"The Five Wounds of the Liturgical Mystical Body of Christ"

"The Five Wounds of the Liturgical Mystical Body of Christ"
"The Five Wounds of the Liturgical Mystical Body of Christ" according to Bishop Athanasius Schneider: 1. Mass versus populum. 2. Communion in the hand. 3. The Novus Ordo Offertory prayers. 4. Disappearance of Latin in the Ordinary Form. 5. Liturgical services of lector and acolyte by women and ministers in lay clothing.

Tuesday, July 9, 2013

A very good article from 'Chant Cafe Blog'. I like to think of myself as straddling both the École française and Scuola Romana probably more firmly within the Scuola Romana.

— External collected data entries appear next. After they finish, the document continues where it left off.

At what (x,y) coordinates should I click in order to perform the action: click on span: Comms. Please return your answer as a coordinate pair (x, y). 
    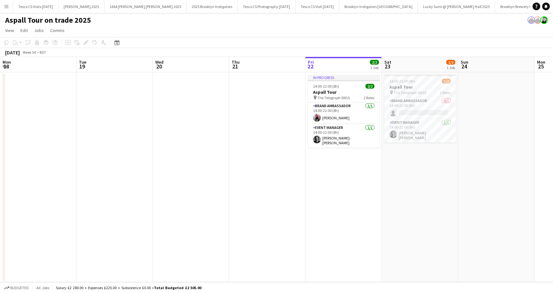
    Looking at the image, I should click on (57, 30).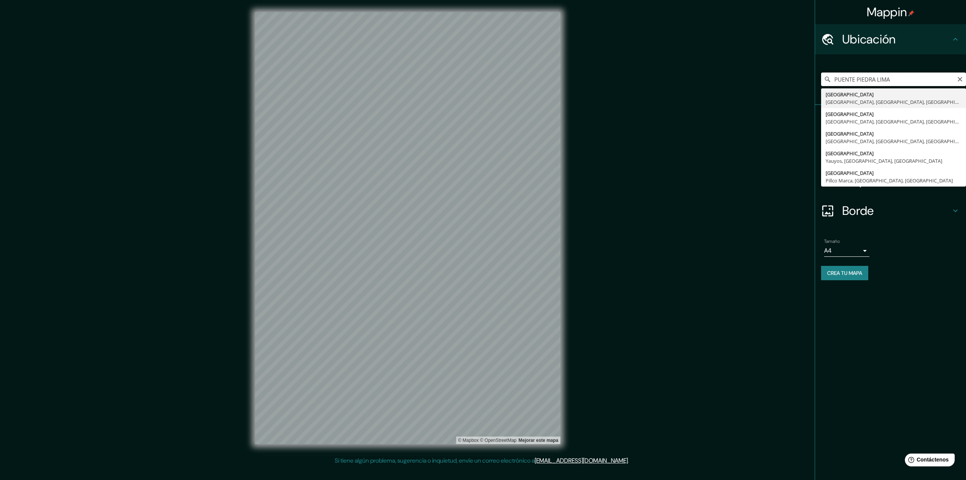 The image size is (966, 480). Describe the element at coordinates (960, 79) in the screenshot. I see `button: Claro` at that location.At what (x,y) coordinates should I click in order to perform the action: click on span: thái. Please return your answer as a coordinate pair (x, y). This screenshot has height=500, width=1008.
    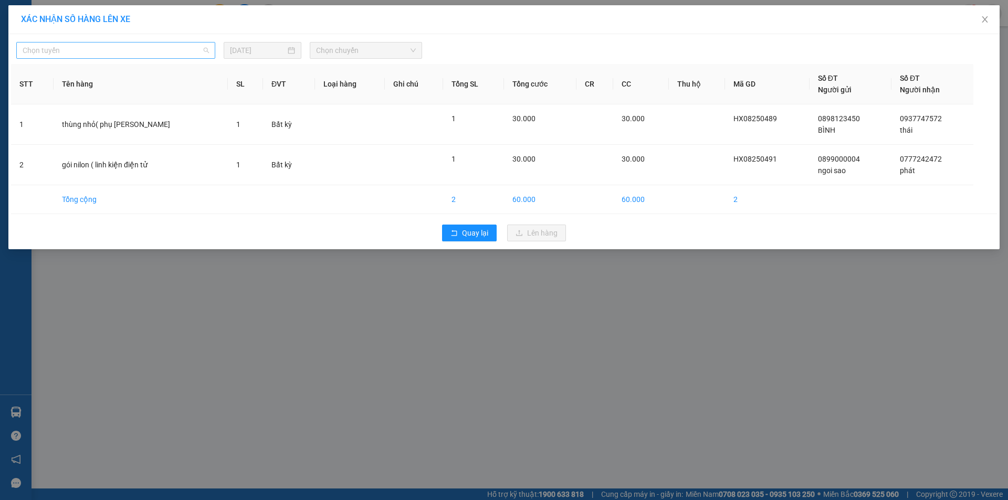
    Looking at the image, I should click on (906, 130).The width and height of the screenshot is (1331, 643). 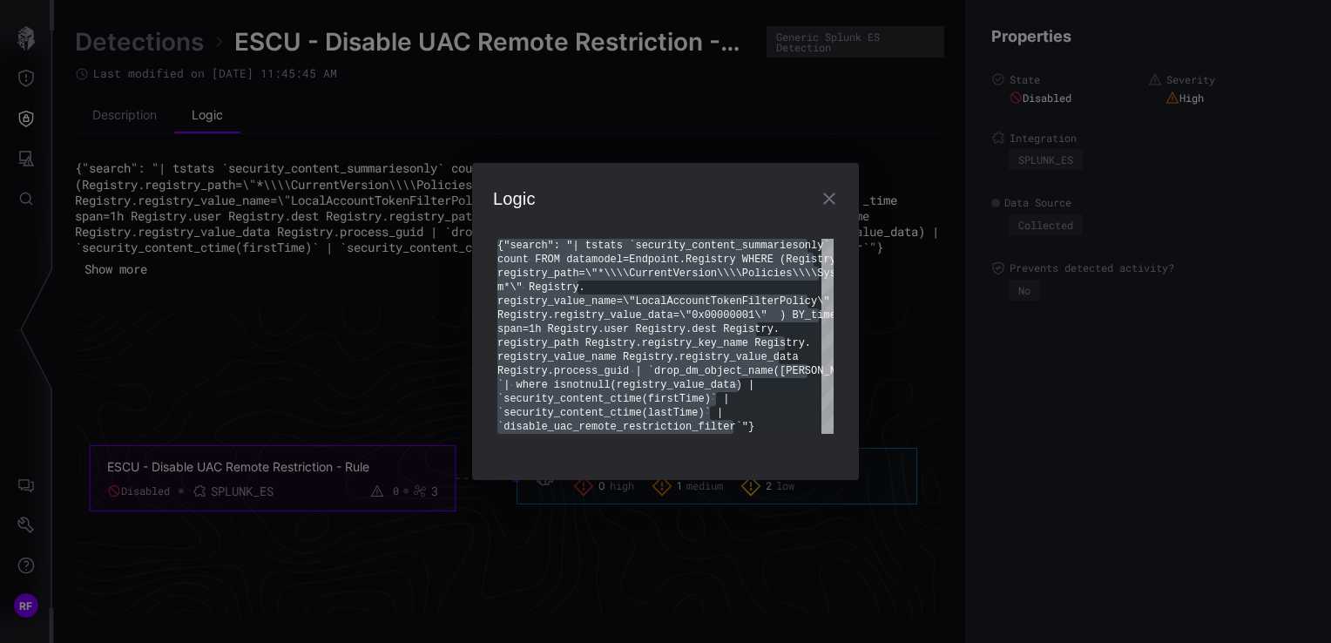 What do you see at coordinates (654, 343) in the screenshot?
I see `span: registry_path Registry.registry_key_name Registry.` at bounding box center [654, 343].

I am a great admirer of Cardinal Siri and firmly believe that had there been more priests and prelates who were like him, we would not be in the situation we are in.

Has Traditionalism Really Been Transformed?


A few days ago I posted an article on Chant Café entitled Sacra Liturgia 2013 and the 
Transformation of Traditionalism.  It was meant to be more a report on the conference
 itself and how what was seen of “traditionalism” there was a very different variety than
 that caricatured by detractors from various vantage points. I was surprised, therefore, 
at how the article has been engaged by authors and Commentariats of blogs representing
 a plethora of viewpoints across the Catholic spectrum.  Raising the question of whether 
the traditionalist phenomenon is undergoing its own transformation has obviously touched 
a nerve. 
 So perhaps it might be the time for me to elaborate a little.

We have to remember that the word “traditionalism” first gets on the radar screen of
 the Magisterium with the thought of Bonald and Lammenais.  It proposed that human
 reason in and of itself is radically
 unable to apprehend truth, and thus it is faith alone which provides the certainty of truth. 
 It was a reaction against Rationalism, and Vatican I responded with its thundering declaration 
in Dei filius preserving the legitmate sphere of reason in ascertaining knowledge.  
Traditionalism was a kind of fideism, and as such, was condemned.

The word “traditionalism” does not have the same sense in Catholic discussions today.
  In fact, like the word “pastoral”, it has been used to mean just about anything under 
the sun.  But most often it is attached to a certain type of thought that harbors
 criticism of Vatican II and its aftermath.  It is by no means a homogeneous
 phenomenon, and unfortunate attempts to paint it with the same dark, ugly brush
 stroke have served only to obfuscate and anger critics and criticized.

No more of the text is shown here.